CIPD reports increased recruitment plans for UK firms

Monday, 12 August 2013 02:38

The latest Quarterly Labour Market Outlook (LMO) report reveals that more employers are expecting to hire new staff and fewer are expecting to make existing employees redundant over the next three months.

The Chartered Institute of Personnel Development (CIPD), who compile the report by interviewing more than 1,000 HR professionals found that the difference between the proportion of employers who expect to increase staff levels and those who expect to decrease staff levels is now +14, up from +9 in the previous quarter.

Mark Beatson, Chief Economist, CIPD said: “This is the sixth consecutive quarter with a positive net employment balance.”

This is the highest level since the recession in 2008 and could have implications to the announcement last week by the Bank of England on linking forward guidance on interest rates to unemployment levels.

The Governor, Mark Carney, said the central bank was not planning on raising interest rates until the unemployment rate has fallen from its current level of 7.8 per cent to 7.0 per cent. Mr Carney said he expected this to happen in 2016, and if it did a full review of policy would occur that could lead to an increase in interest rates.

The latest LMO survey indicates that the unemployment rate might fall to 7.0 per cent sooner than the Bank of England thinks.

Both the private and the public sector has seen increases in their employment balances, with the former up from +21 to +26 and the latter rising from -25 to -31.

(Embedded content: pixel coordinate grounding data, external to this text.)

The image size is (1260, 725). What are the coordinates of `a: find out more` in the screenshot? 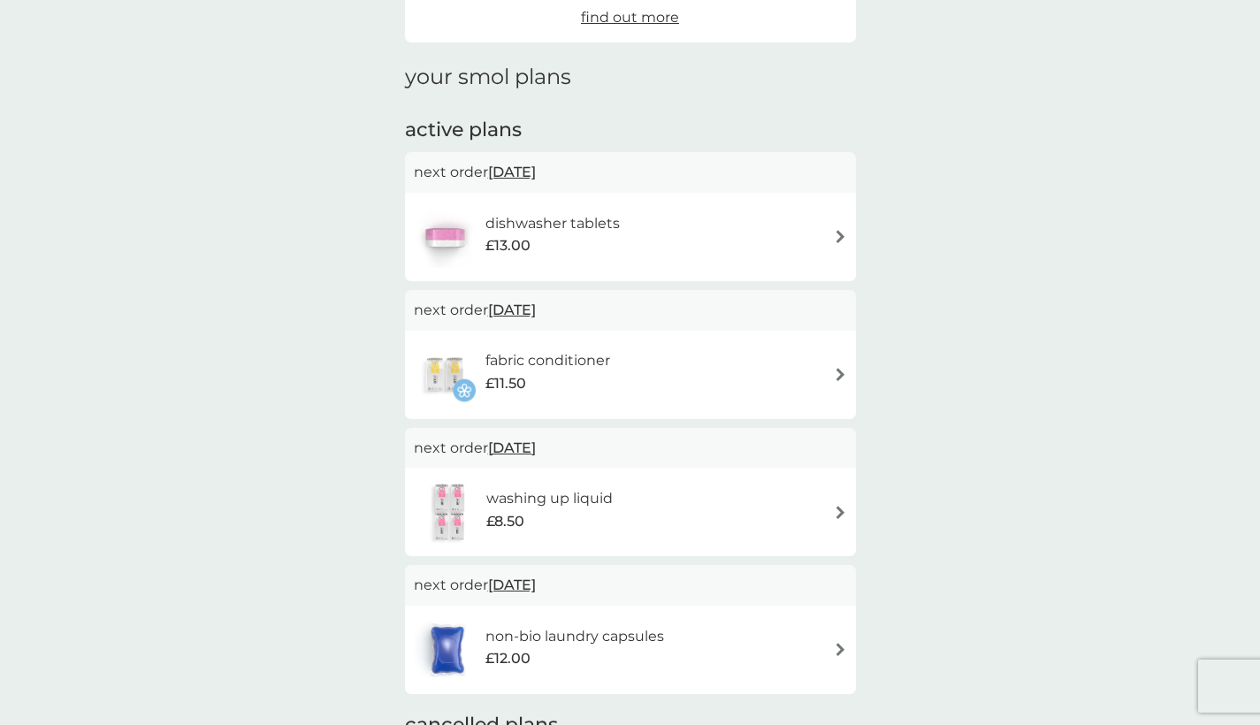 It's located at (630, 18).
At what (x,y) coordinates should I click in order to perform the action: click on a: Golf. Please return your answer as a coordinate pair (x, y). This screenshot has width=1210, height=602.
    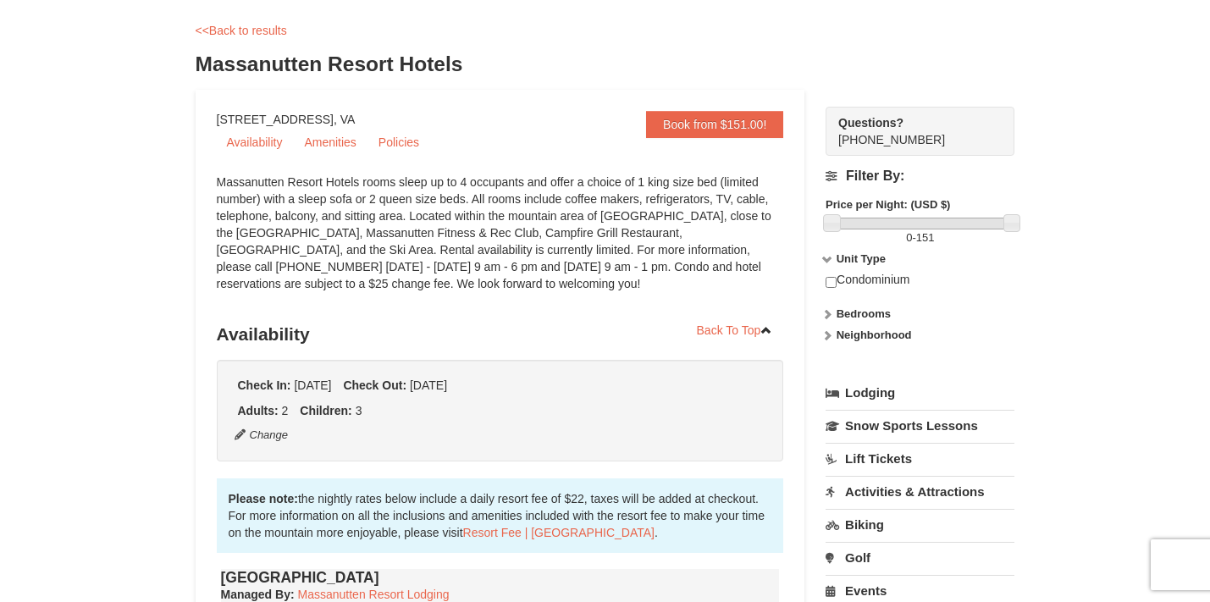
    Looking at the image, I should click on (919, 557).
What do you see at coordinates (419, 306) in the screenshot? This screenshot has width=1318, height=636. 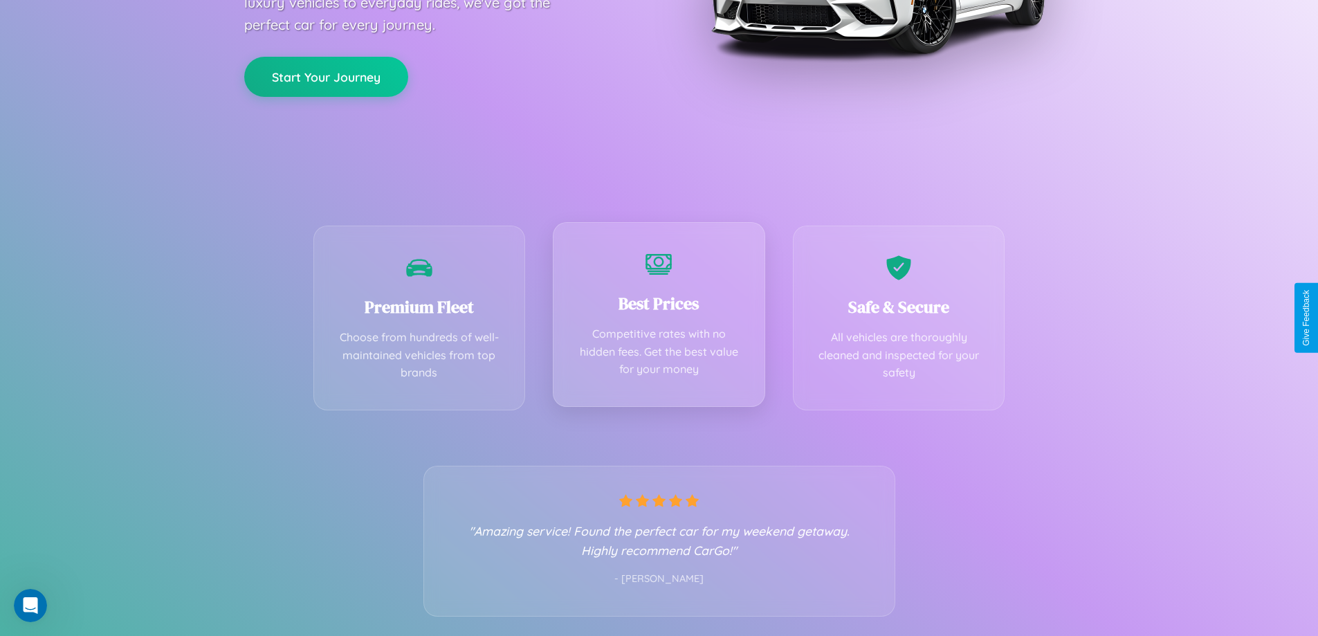 I see `h3: Premium Fleet` at bounding box center [419, 306].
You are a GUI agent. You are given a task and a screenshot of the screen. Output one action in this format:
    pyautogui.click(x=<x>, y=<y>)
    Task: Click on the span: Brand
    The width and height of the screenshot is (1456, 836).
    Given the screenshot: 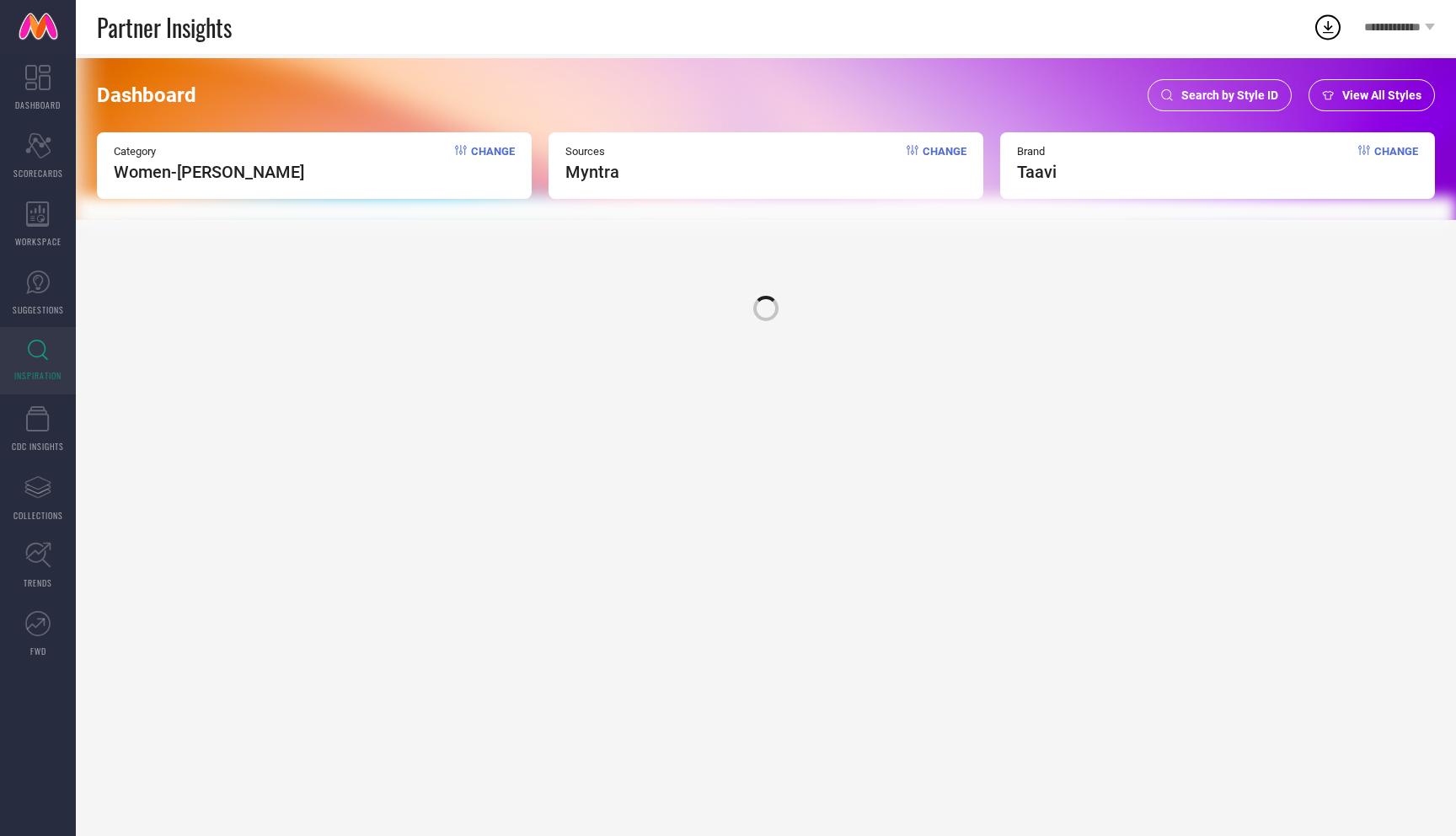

However, there is regional variation in employers’ hiring intentions across the UK, with firms much more confident in London and the South, illustrated by positive balances in the south of +37 and the Midlands at +34, compared with an overall negative score of -3 in the North of England.

The areas of business where recruitment intentions are at their highest are in communications, with 80 per cent of firms expecting to hire new staff and in finance, insurance and real estate, at 71 per cent.

The proportion of employers expecting to make redundancies in the next quarter has fallen to 26 per cent, the second consecutive fall, from 29 per cent in the spring of 2013 and 31 per cent over the winter of 2012-13.

Despite the improved confidence amongst business, the outlook for pay is unchanged. In the 12 months to February 2014, average earnings are expected to go up by 1.7 per cent, unchanged from three months ago.

Among those employers predicting a pay rise over the next 12 months, the average forecast has gone up from 2.2 per cent to 2.5 per cent.